Stories poured out—somebody had been raped, someone had been tortured. Under their burkas, no one’s face was seen and no one’s name was spoken, providing the women with the anonymity they needed in order to speak freely. Someone would start, ‘I know of a woman who…’ and a terrible story would follow, and then someone else would tell another story.
The women’s secret protest expanded to Thursdays, when some of the women got together at one woman’s house to make a special dessert. These women would carry the dessert and the stories house-to-house.
Some of the worst stories were the forced marriages of very young girls, fourteen years old. Before the Mujarhadeen, a woman could meet the man she was arranged to marry. Arranged marriages usually went well because similar people were brought together, such as educated women and men who were introduced at the request of their parents. Under the Taliban, arranged marriages became horrible. Women were forbidden education, and young girls were often taken far away from their families by old men who treated them like slaves.
Suraya said, “With all the stories, we raised the consciousness of the women and their expectations and their hopes, but the stories of rapes were almost unbearable. After rape, many of the women committed suicide. Sometimes there would be gang rapes. Men would just break into a house and rape all the women in the house. We were told about a girl aged fourteen, who was raped by seven men until she died. When women are raped, if they are not killed in the rape, they are sometimes shot by family members. When they aren’t killed, they are kicked out of the community. They become nothing in the eyes of others. These women need someone to treat their wounds and to help them to identify the people who are guilty. They are not the guilty ones.”
During this Taliban period, girls’ schools were closed. With four other women, Suraya created a core of teachers for an underground school. Despite the risks, these women had to do something to educate girls or there would be an entire generation of uneducated Afghani women. Each of the first group of women went to talk to three or four other women and encouraged them to form a group of teachers. Each small group supported one another in becoming teachers for five to seven students.
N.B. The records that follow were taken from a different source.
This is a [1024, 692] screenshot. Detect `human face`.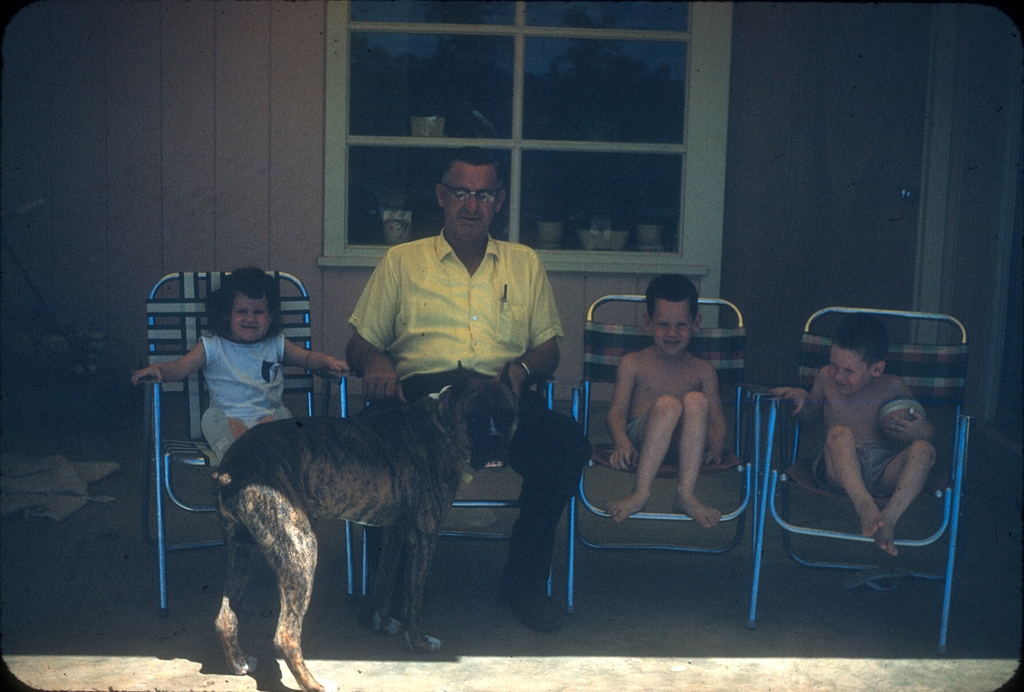
[x1=236, y1=300, x2=266, y2=346].
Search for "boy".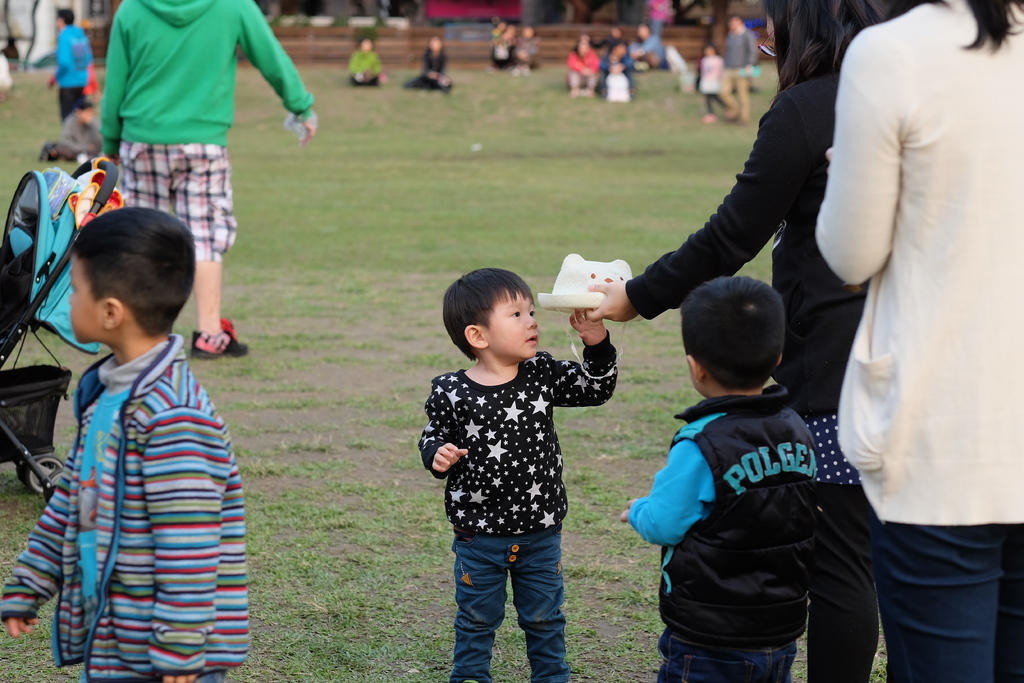
Found at locate(18, 186, 247, 682).
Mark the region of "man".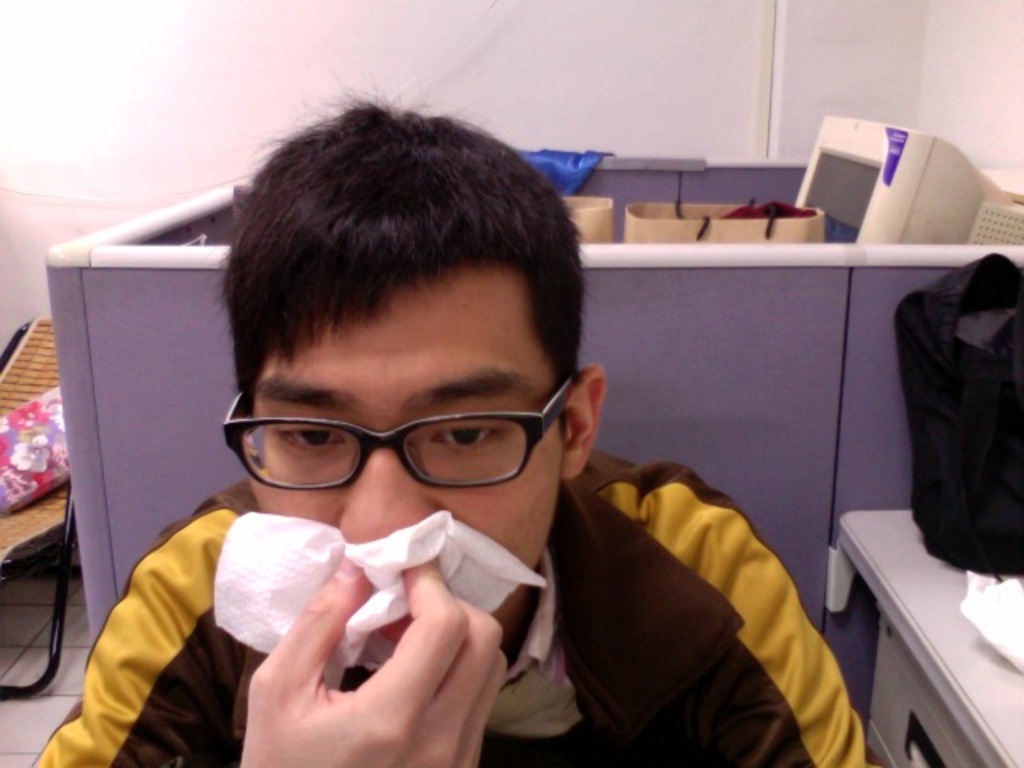
Region: [left=69, top=125, right=827, bottom=767].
The underground groups organized all over Kabul. Sometimes these groups did more than educate girls, helping women leave the country or escape from forced marriages. The brothers and father of a woman would choose a husband for her and then there would be a month before the marriage. The group would prepare the woman to escape the night before the wedding using their own money to help her get away. If she were caught, her own family would kill her, so how she escaped was very important.
Suraya searched for money to pay for the teachers and other needs of the women’s project. Women got money from their husbands if they were sympathetic, and women who had money gave money. The women also developed a business weaving rugs that supported the effort. Some of the money they collected went to families whose houses had been burned when the Taliban suspected them of illegal political activities. For security reasons, most of the women did not know the others’ names.
The women’s burkas served as effective disguises as they moved from city to city. They started more underground schools and enlisted others in the movement. Although the Taliban tried to find and stop them, word spread and more and more people helped.